Saturday, March 29, 2008

Now That's a Sandwich
"Ham On Rye"
by Charles Bukowski

Charles Bukowski is the friend I never had. The guy who gets beat up in fistfights, gets up, and walks home as if he had only scraped a knee. The guy who will say what he thinks about anything to anyone, just because you asked. The guy who will piss all over someone's shoes if he doesn't like them, but is really insecure and unsure about life at the end of the day.

I've not read any Bukowski before this, and my only knowledge has been lyrics from a Modest Mouse song: ...like Bukowski, and yeah, I know, he's a pretty good read but God didn't have to be such an asshole. So, naturally, I was expecting something raw and intense. Ham On Rye blew away my expectations.

Reading a book like Ham On Rye is like spending a night in a bar with the most interesting patrons, if you could wrap all the barflies into one and make that culmination all sixteen years old. The book is, like most of Bukowski's work, semi-autobiographical, and takes on his childhood up through his college career. It's like The Wonder Years but R-rated, and instead of Wendy there are various teachers and authority figures Henry Chinaski (the main character) admires but never gets.

To say the writing is obnoxious and vulgar is an understatement, but the writing is so good, so alive and full of truth that you don't want to stop reading. You want to hear more. You'd read Bukowski tell you how grass grows because he would make it interesting. Its labors towards the sun would be adolescently sexual, its thirst for water reminiscent of Chinaski's early adoration for alcohol (which, I can only assume, became a lifetime pursuit), its harsher times much like Chinaski's beatings by his father. You'd laugh with it, feel for it, and want to know everything about it. That's Bukowski.

I highly recommend this book, not just because of the cover either! And though, Ham On Rye was my first Bukowski read, it certainly will not be the last. I can't wait to read Post Office.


### DESCRIPTION OF THE TASK
Transcribe only what runs from the line containing "Convert this screenshot" through the end of the listing, line for line and exactly, and omit the pictures.

### RAW DATA
———

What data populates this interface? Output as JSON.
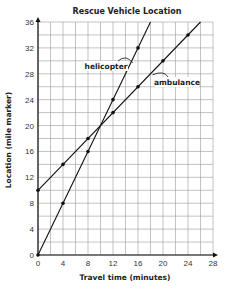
{
  "chart_data": {
    "type": "line",
    "title": "Rescue Vehicle Location",
    "xlabel": "Travel time (minutes)",
    "ylabel": "Location (mile marker)",
    "xlim": [
      0,
      28
    ],
    "ylim": [
      0,
      36
    ],
    "x_ticks": [
      0,
      4,
      8,
      12,
      16,
      20,
      24,
      28
    ],
    "y_ticks": [
      0,
      4,
      8,
      12,
      16,
      20,
      24,
      28,
      32,
      36
    ],
    "grid": true,
    "grid_step_x": 2,
    "grid_step_y": 2,
    "legend": "inline labels with arrows",
    "series": [
      {
        "name": "helicopter",
        "points": [
          [
            0,
            0
          ],
          [
            4,
            8
          ],
          [
            8,
            16
          ],
          [
            12,
            24
          ],
          [
            16,
            32
          ]
        ],
        "line_extends_to": [
          18,
          36
        ]
      },
      {
        "name": "ambulance",
        "points": [
          [
            0,
            10
          ],
          [
            4,
            14
          ],
          [
            8,
            18
          ],
          [
            12,
            22
          ],
          [
            16,
            26
          ],
          [
            20,
            30
          ],
          [
            24,
            34
          ]
        ],
        "line_extends_to": [
          26,
          36
        ]
      }
    ]
  },
  "labels": {
    "title": "Rescue Vehicle Location",
    "xlabel": "Travel time (minutes)",
    "ylabel": "Location (mile marker)",
    "helicopter": "helicopter",
    "ambulance": "ambulance"
  }
}
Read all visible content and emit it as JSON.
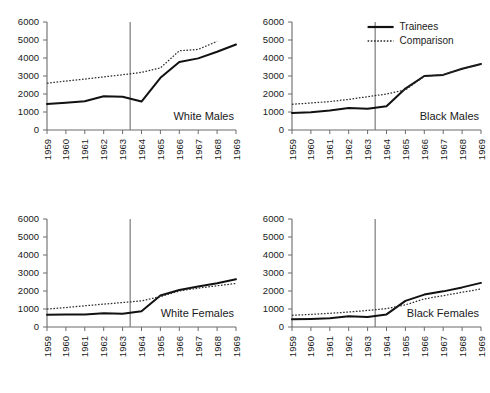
{
  "figure": {
    "background": "#ffffff",
    "panel_order": [
      "white_males",
      "black_males",
      "white_females",
      "black_females"
    ]
  },
  "legend": {
    "position": "top-right panel, inside upper area",
    "entries": [
      {
        "label": "Trainees",
        "style": "solid",
        "color": "#111111"
      },
      {
        "label": "Comparison",
        "style": "dotted",
        "color": "#2b2b2b"
      }
    ]
  },
  "axes": {
    "y_ticks": [
      "0",
      "1000",
      "2000",
      "3000",
      "4000",
      "5000",
      "6000"
    ],
    "y_tick_values": [
      0,
      1000,
      2000,
      3000,
      4000,
      5000,
      6000
    ],
    "ylim": [
      0,
      6000
    ],
    "x_ticks": [
      "1959",
      "1960",
      "1961",
      "1962",
      "1963",
      "1964",
      "1965",
      "1966",
      "1967",
      "1968",
      "1969"
    ],
    "x_tick_values": [
      1959,
      1960,
      1961,
      1962,
      1963,
      1964,
      1965,
      1966,
      1967,
      1968,
      1969
    ],
    "xlim": [
      1959,
      1969
    ],
    "xlabel": "",
    "ylabel": "",
    "grid": false,
    "vertical_reference_line_at": 1963.4
  },
  "chart_data": [
    {
      "type": "line",
      "title": "White Males",
      "xlabel": "",
      "ylabel": "",
      "xlim": [
        1959,
        1969
      ],
      "ylim": [
        0,
        6000
      ],
      "grid": false,
      "legend_position": "none",
      "x": [
        1959,
        1960,
        1961,
        1962,
        1963,
        1964,
        1965,
        1966,
        1967,
        1968,
        1969
      ],
      "annotations": [
        {
          "type": "vline",
          "x": 1963.4,
          "label": ""
        }
      ],
      "series": [
        {
          "name": "Trainees",
          "style": "solid",
          "x": [
            1959,
            1960,
            1961,
            1962,
            1963,
            1964,
            1965,
            1966,
            1967,
            1968,
            1969
          ],
          "values": [
            1450,
            1520,
            1600,
            1870,
            1850,
            1580,
            2900,
            3780,
            3980,
            4350,
            4750
          ]
        },
        {
          "name": "Comparison",
          "style": "dotted",
          "x": [
            1959,
            1960,
            1961,
            1962,
            1963,
            1964,
            1965,
            1966,
            1967,
            1968
          ],
          "values": [
            2600,
            2720,
            2830,
            2950,
            3070,
            3200,
            3450,
            4400,
            4480,
            4920
          ]
        }
      ]
    },
    {
      "type": "line",
      "title": "Black Males",
      "xlabel": "",
      "ylabel": "",
      "xlim": [
        1959,
        1969
      ],
      "ylim": [
        0,
        6000
      ],
      "grid": false,
      "legend_position": "upper-right",
      "x": [
        1959,
        1960,
        1961,
        1962,
        1963,
        1964,
        1965,
        1966,
        1967,
        1968,
        1969
      ],
      "annotations": [
        {
          "type": "vline",
          "x": 1963.4,
          "label": ""
        }
      ],
      "series": [
        {
          "name": "Trainees",
          "style": "solid",
          "x": [
            1959,
            1960,
            1961,
            1962,
            1963,
            1964,
            1965,
            1966,
            1967,
            1968,
            1969
          ],
          "values": [
            950,
            990,
            1080,
            1220,
            1180,
            1320,
            2300,
            3000,
            3060,
            3400,
            3670
          ]
        },
        {
          "name": "Comparison",
          "style": "dotted",
          "x": [
            1959,
            1960,
            1961,
            1962,
            1963,
            1964,
            1965,
            1966,
            1967,
            1968,
            1969
          ],
          "values": [
            1430,
            1500,
            1580,
            1700,
            1850,
            2000,
            2230,
            2980,
            3080,
            3400,
            3650
          ]
        }
      ]
    },
    {
      "type": "line",
      "title": "White Females",
      "xlabel": "",
      "ylabel": "",
      "xlim": [
        1959,
        1969
      ],
      "ylim": [
        0,
        6000
      ],
      "grid": false,
      "legend_position": "none",
      "x": [
        1959,
        1960,
        1961,
        1962,
        1963,
        1964,
        1965,
        1966,
        1967,
        1968,
        1969
      ],
      "annotations": [
        {
          "type": "vline",
          "x": 1963.4,
          "label": ""
        }
      ],
      "series": [
        {
          "name": "Trainees",
          "style": "solid",
          "x": [
            1959,
            1960,
            1961,
            1962,
            1963,
            1964,
            1965,
            1966,
            1967,
            1968,
            1969
          ],
          "values": [
            680,
            690,
            700,
            760,
            730,
            880,
            1750,
            2060,
            2250,
            2430,
            2650
          ]
        },
        {
          "name": "Comparison",
          "style": "dotted",
          "x": [
            1959,
            1960,
            1961,
            1962,
            1963,
            1964,
            1965,
            1966,
            1967,
            1968,
            1969
          ],
          "values": [
            1000,
            1080,
            1180,
            1270,
            1360,
            1450,
            1690,
            2000,
            2160,
            2290,
            2420
          ]
        }
      ]
    },
    {
      "type": "line",
      "title": "Black Females",
      "xlabel": "",
      "ylabel": "",
      "xlim": [
        1959,
        1969
      ],
      "ylim": [
        0,
        6000
      ],
      "grid": false,
      "legend_position": "none",
      "x": [
        1959,
        1960,
        1961,
        1962,
        1963,
        1964,
        1965,
        1966,
        1967,
        1968,
        1969
      ],
      "annotations": [
        {
          "type": "vline",
          "x": 1963.4,
          "label": ""
        }
      ],
      "series": [
        {
          "name": "Trainees",
          "style": "solid",
          "x": [
            1959,
            1960,
            1961,
            1962,
            1963,
            1964,
            1965,
            1966,
            1967,
            1968,
            1969
          ],
          "values": [
            430,
            450,
            480,
            600,
            560,
            700,
            1450,
            1800,
            1980,
            2200,
            2450
          ]
        },
        {
          "name": "Comparison",
          "style": "dotted",
          "x": [
            1959,
            1960,
            1961,
            1962,
            1963,
            1964,
            1965,
            1966,
            1967,
            1968,
            1969
          ],
          "values": [
            650,
            700,
            760,
            830,
            920,
            1020,
            1230,
            1560,
            1740,
            1930,
            2110
          ]
        }
      ]
    }
  ]
}
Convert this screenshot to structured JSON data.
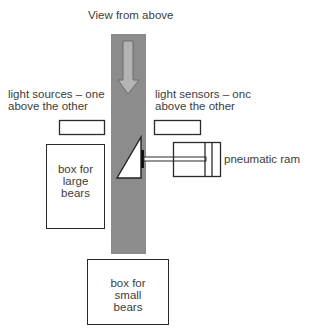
{
  "title": "View from above",
  "labels": {
    "light_sources": [
      "light sources – one",
      "above the other"
    ],
    "light_sensors": [
      "light sensors – onc",
      "above the other"
    ],
    "pneumatic_ram": "pneumatic ram"
  },
  "boxes": {
    "large_bears": [
      "box for",
      "large",
      "bears"
    ],
    "small_bears": [
      "box for",
      "small",
      "bears"
    ]
  },
  "colors": {
    "conveyor": "#8c8c8c",
    "arrow_fill": "#b4b4b4",
    "arrow_stroke": "#6a6a6a",
    "outline": "#2a2a2a"
  }
}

———

### ANSWER
Convert this screenshot to structured JSON data.
{
  "title": "View from above",
  "labels": {
    "light_sources": [
      "light sources – one",
      "above the other"
    ],
    "light_sensors": [
      "light sensors – onc",
      "above the other"
    ],
    "pneumatic_ram": "pneumatic ram"
  },
  "boxes": {
    "large_bears": [
      "box for",
      "large",
      "bears"
    ],
    "small_bears": [
      "box for",
      "small",
      "bears"
    ]
  },
  "colors": {
    "conveyor": "#8c8c8c",
    "arrow_fill": "#b4b4b4",
    "arrow_stroke": "#6a6a6a",
    "outline": "#2a2a2a"
  }
}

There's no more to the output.